What’s the point of it? A discussion on writing on art
Thu 5 Dec 2024 6:30 PM - 8:00 PM
Fruitmarket, EH1 1DF
Description
Join us for the launch of Words and Things: celebrating fifty years of writing on art at Fruitmarket. In this book art historical scholarship by the world's leading thinkers on art is brought together with artists' writings and in-conversations, punctuated by poems and short stories.
Contributors to the book discuss the past and the future of writing about and alongside art and the relationship between art and language. Briony Fer (University College London), David Hopkins (University of Glasgow) and author James Robertson in conversation with Elizabeth McLean (Deputy Director and Head of Publishing, Fruitmarket) and Ruth Bretherick (Research and Public Engagement Curator, Fruitmarket).
Briony Fer is Professor of History of Art at University College London, specialising in sculpture and drawing made since the 1960s. She has curated numerous shows at Fruitmarket including Eva Hesse: Studiowork (2009), Gabriel Orozco: Thinking in Circles (2013) and Leonor Antunes: the apparent length of a floor area (2023). Aside from her writing on these exhibitions, she has also written for Fruitmarket publications on the work of Karla Black, and William Kentridge and Vivienne Koorland.
David Hopkins is an art historian and curator. He is Professor Emeritus of Art History at the University of Glasgow. His research focuses on dada, surrealism and their legacies in contemporary artistic practice.
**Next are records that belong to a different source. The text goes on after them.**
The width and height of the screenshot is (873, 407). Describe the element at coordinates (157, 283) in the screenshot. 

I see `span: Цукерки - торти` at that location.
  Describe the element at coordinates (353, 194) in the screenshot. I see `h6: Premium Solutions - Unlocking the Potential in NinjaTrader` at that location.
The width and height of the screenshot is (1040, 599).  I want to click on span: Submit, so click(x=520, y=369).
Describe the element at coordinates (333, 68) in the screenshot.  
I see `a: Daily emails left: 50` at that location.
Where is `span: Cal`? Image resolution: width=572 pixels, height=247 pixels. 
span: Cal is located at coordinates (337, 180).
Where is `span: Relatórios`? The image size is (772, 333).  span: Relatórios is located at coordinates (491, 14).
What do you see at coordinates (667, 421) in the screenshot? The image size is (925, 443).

He has curated two research-led exhibitions for Fruitmarket: Dada’s Boys: Identity and Play in Contemporary Art (2006) and Childish Things (2010), both of which were accompanied by major publications.
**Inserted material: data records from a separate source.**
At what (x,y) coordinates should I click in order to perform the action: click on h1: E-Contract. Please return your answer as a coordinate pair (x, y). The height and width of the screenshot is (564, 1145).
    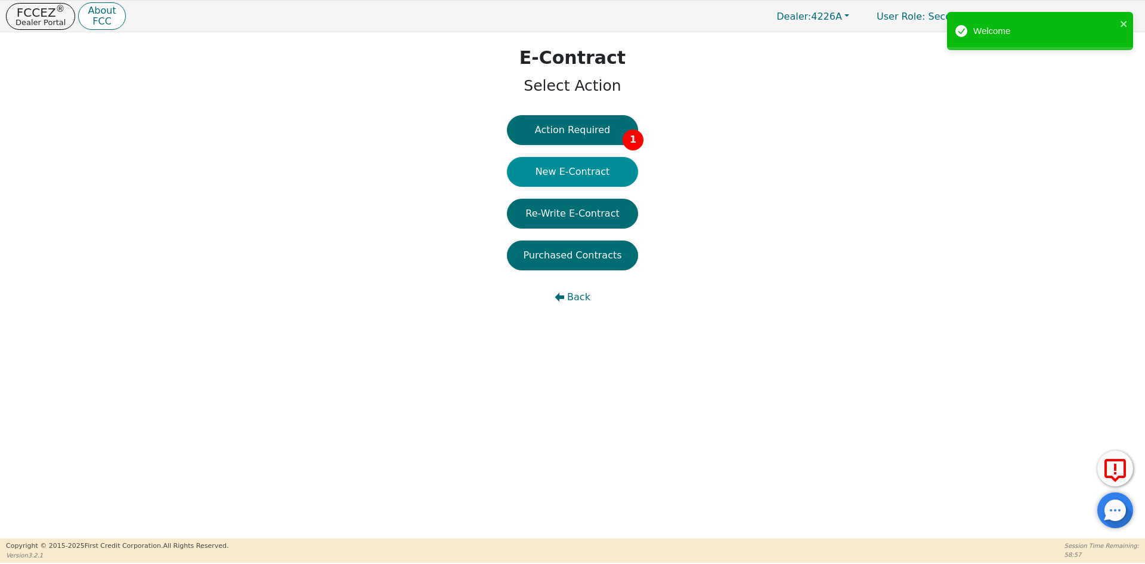
    Looking at the image, I should click on (573, 58).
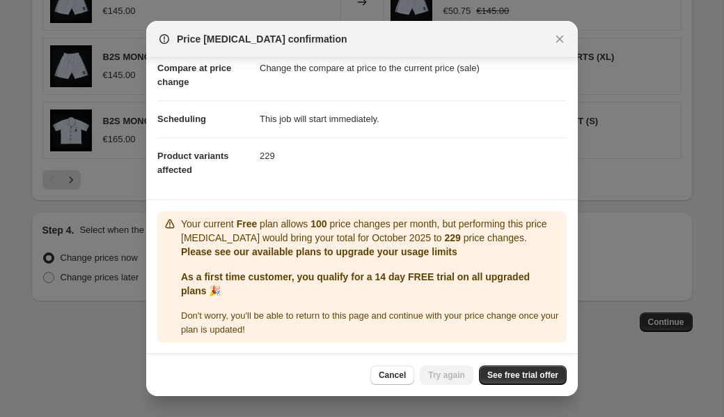  What do you see at coordinates (193, 162) in the screenshot?
I see `span: Product variants affected` at bounding box center [193, 162].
James Robertson is a poet, novelist, short story writer and editor who writes in English and Scots. He has published seven highly acclaimed novels: The Fanatic, Joseph Knight, The Testament of Gideon Mack, And the Land Lay Still, The Professor of Truth, and To Be Continued … and News of the Dead. He also runs an independent publishing company called Kettillonia, and is a co-founder and general editor of the Scots language imprint Itchy Coo (which produces books in Scots for children and young people).